Common misconceptions and pitfalls

1. Provider status through modification

An organisation that substantially modifies or adapts an existing AI system for a specific high-risk purpose legally becomes the provider. Full responsibility for technical documentation and conformity assessment then shifts to that organisation.

2. The incident reporting paradox

In an AI-related incident, an organisation often has to report within three different timelines to three different authorities: 24 hours for NIS2, 72 hours for the GDPR and fifteen days for the AI Act. The risk is that statements made within the first 24 hours can later be used against the organisation in a GDPR or AI investigation.

3. Ambiguity in GPAI metrics

The obligation for GPAI providers to mention the volume of scraped content leaves open whether this should be in file size, number of tokens or number of documents. This ambiguity can lead to inconsistent reporting.

4. The supply chain

Organisations deploying AI systems must request contractual guarantees from their suppliers. GPAI providers are obliged to share information with downstream users, but the depth of that information is often a source of commercial disputes. Make sure to capture this in your procurement contracts.

5. Open source is not a free pass

Models released under open-source licences are not automatically exempt. For non-systemic open-source models certain transparency exemptions apply, but the basic obligations remain.
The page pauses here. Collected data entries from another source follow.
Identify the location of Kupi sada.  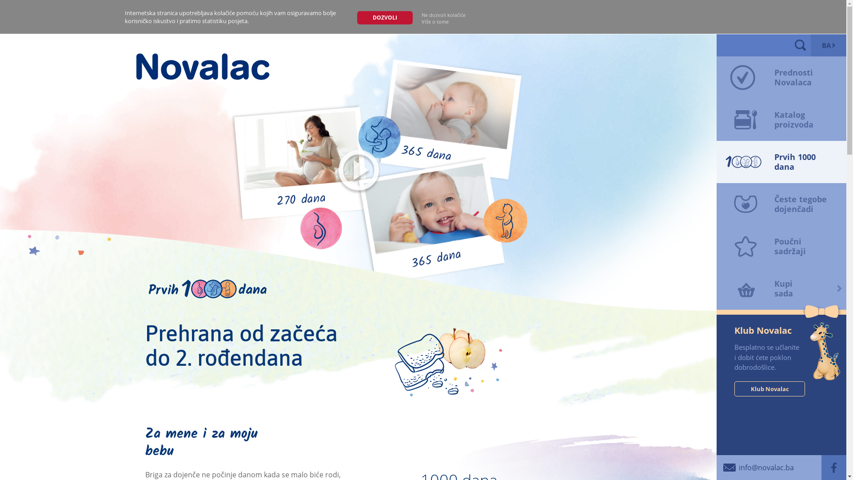
(781, 289).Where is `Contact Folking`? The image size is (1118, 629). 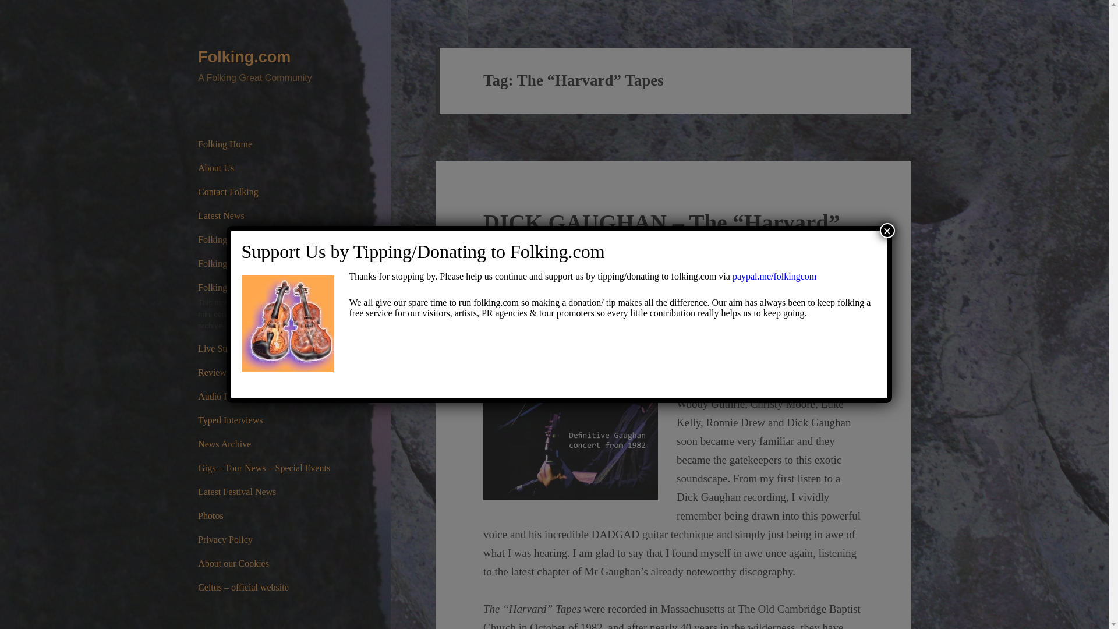
Contact Folking is located at coordinates (269, 192).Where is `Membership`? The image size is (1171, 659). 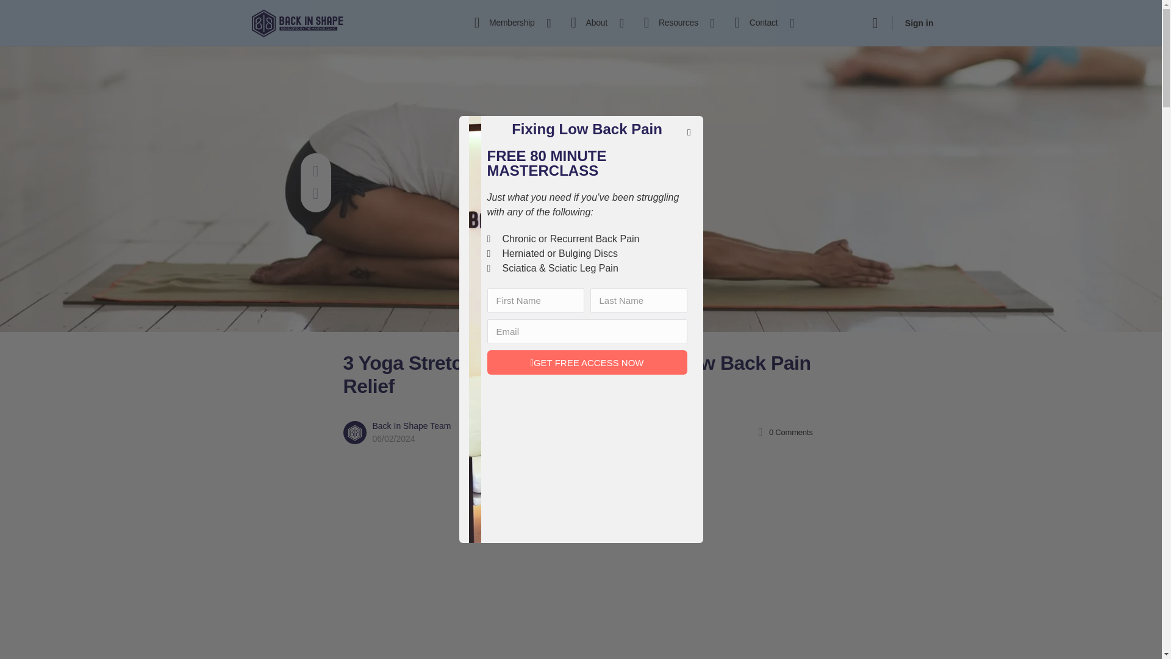 Membership is located at coordinates (507, 23).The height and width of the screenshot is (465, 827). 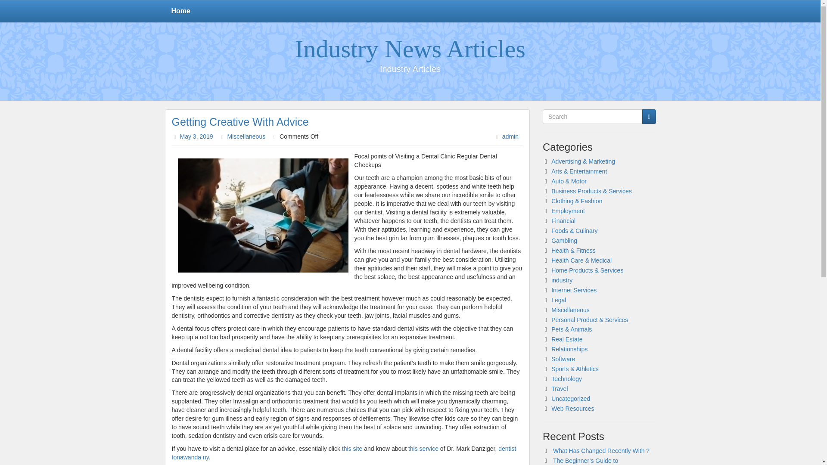 What do you see at coordinates (571, 399) in the screenshot?
I see `Uncategorized` at bounding box center [571, 399].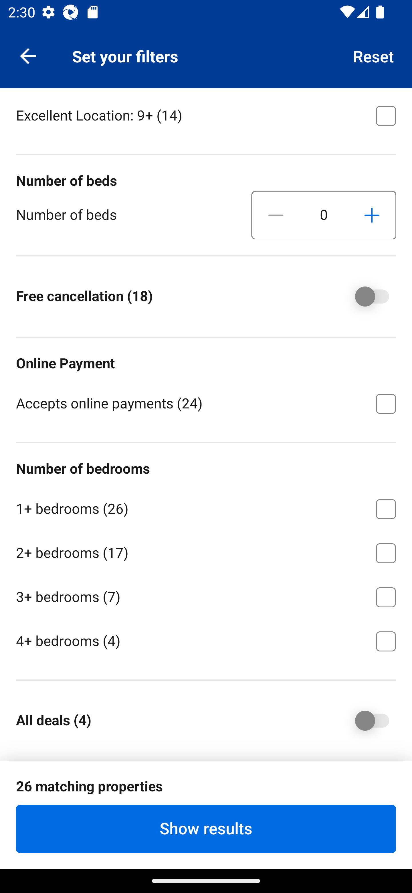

The environmental dimension

The AI Act introduces, for the first time, obligations regarding the ecological footprint of technology. GPAI providers must document known or estimated energy consumption. The European Commission is working on delegated acts to set standardised measurement and calculation methods. In future, the ecological impact of an AI system may even play a role in admission to specific sectors.


Operational costs for SMEs

According to impact assessments by the European Commission, compliance costs for an SME can reach up to four hundred thousand euro per high-risk product. That sounds like a lot but is spread across multiple components.

Cost itemDescriptionEstimated SME range
Quality management systemWorkflows for data governance and monitoring71,400 to 330,000 euro
Technical documentationDescription of architecture and trainingPart of QMS
Conformity assessmentExternal audit by a Notified BodyUp to 1 million euro one-off
AI literacy and trainingTraining staff according to Article 46,000 to 7,000 euro
Continuous monitoringPost-market surveillance and incident reportingAnnual overhead 17 percent
info
For many SMEs that only deploy AI as a user and do not develop it, costs remain limited to training, documentation and governance. The heavy amounts mainly apply to providers of high-risk systems.

Conclusion

The AI Act is much more than a legal checkbox. It is a redefinition of the innovation process. For successful implementation, organisations must move away from the idea that AI compliance is a task for the IT department alone, or for the legal department alone. It touches strategy, governance, HR and operations.

The costs and regulatory burden are significant, but the Brussels Effect is likely to make the European norm the global standard for trustworthy and human-centric artificial intelligence. Those who start now build trust with customers and citizens, and prevent compliance from becoming a late-stage problem.

Organisations that embrace the AI Act as an opportunity to improve their governance will, in the long run, score better on trust, quality and customer loyalty than those who wait until the supervisor is at the door.